Books
Who are all those evangelicals?
01:00 AM EST on Sunday, November 19, 2006

by Jeffery L. Sheler.
Viking. 324 pages. $24.95.
Once aboard a plane I struck up a conversation with a guy next to me. Big mistake. He took out his Bible and started quoting the lines he’d underlined in red. He was an evangelical something-or-other. The Bible was God’s word (at least those words underlined in red), Jesus was his buddy, and they were out to save me. I ordered a martini.
Jeffery L. Sheler, a former reporter for U. S. News & World Report and its religion editor for 15 years, began his own spiritual journey as a fundamentalist at the Maplelawn Baptist Church in Grand Rapids, Mich. He has since grown out of the rigidities of the faith but is clearly keen on revealing the many facets of the evangelical movement, which is often misrepresented as a one-dimensional monolith.
The triumph of evangelical politics in the presidential election of 2004 may seem a bit tarnished now, but then it looked like a watershed. Debunking the “Red State/Blue State” simplicities of media maps, Sheler would probably agree with Richard J. Mouw, president of the Fuller Theological Seminary in Pasadena, who believes “that Jesus loves me, that there’s a God in charge of history, that there’s a book I can turn to for guidance. Now, I’ve nuanced those. But they’re still the things I hold onto for dear life.”
Sheler, in bright and nuanced prose, roams the country to interview megachurch ministers with their video-screen theatrics, $30-million annual budgets, and expanding rosters of seekers; builds concrete houses with self-described missionaries in Guatemala (I called it “Bricks for Jesus” when I did it in Honduras); explores the plethora of pious pastors in Colorado Springs; follows Christian lobbyists in Washington; attends a Woodstock-like Creation rock concert and sermon-riddled show in Mt. Union, Pa.

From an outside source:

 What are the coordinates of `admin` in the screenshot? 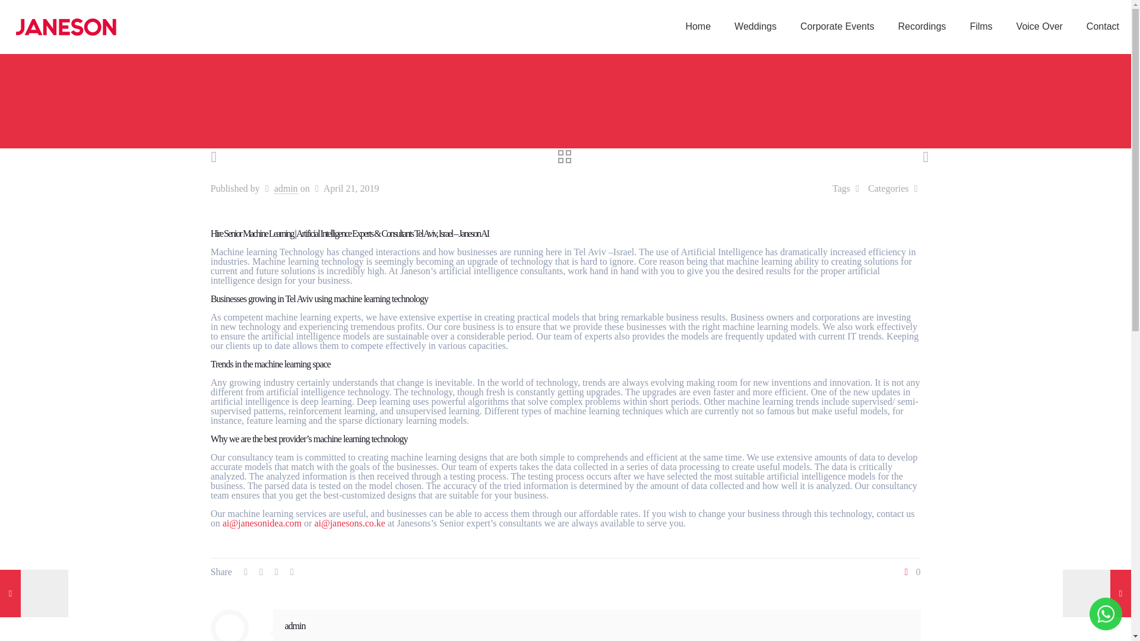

Along the way, he conducts a series of one-on-one interviews that really reveal most evangelicals as good, God-fearing, quasi-rational, neighborly folks. That’s all to the good and makes this a fascinating, in-depth look at a very splintered, fragmented, doctrine-disputing subculture that’s gone mainstream.
The sheer number who call themselves evangelicals and shell out their shekels to their Bible-thumping, media-savvy leaders is phenomenal. Clearly the movement meets some basic American need, based loosely on viewing a contemporary world that’s sinful, gay, abortion-intoxicated, sex-crazed and immoral.
I’m still puzzled. With all the need for helping the poor and being kind to your neighbor, why focus on abortion and homosexuality? Is it some Calvinist hangover that’s upset with bodily fluids and confuses a seed with a soul? Why the sex stuff when so much else needs real attention? I think they’re wrong, no matter how congenial, gussied up, slick-tongued and golden-throated.
Sheler’s is an excellent look at an age-old American phenomenon dressed up in new clothes. But I’ll take my son’s response any day. When he went to visit the parents of a woman he was dating in a northern Midwestern state, the father’s first question was, “Are you a Christian?”
“No,” Sam replied thoughtfully. “I’m an Episcopalian.”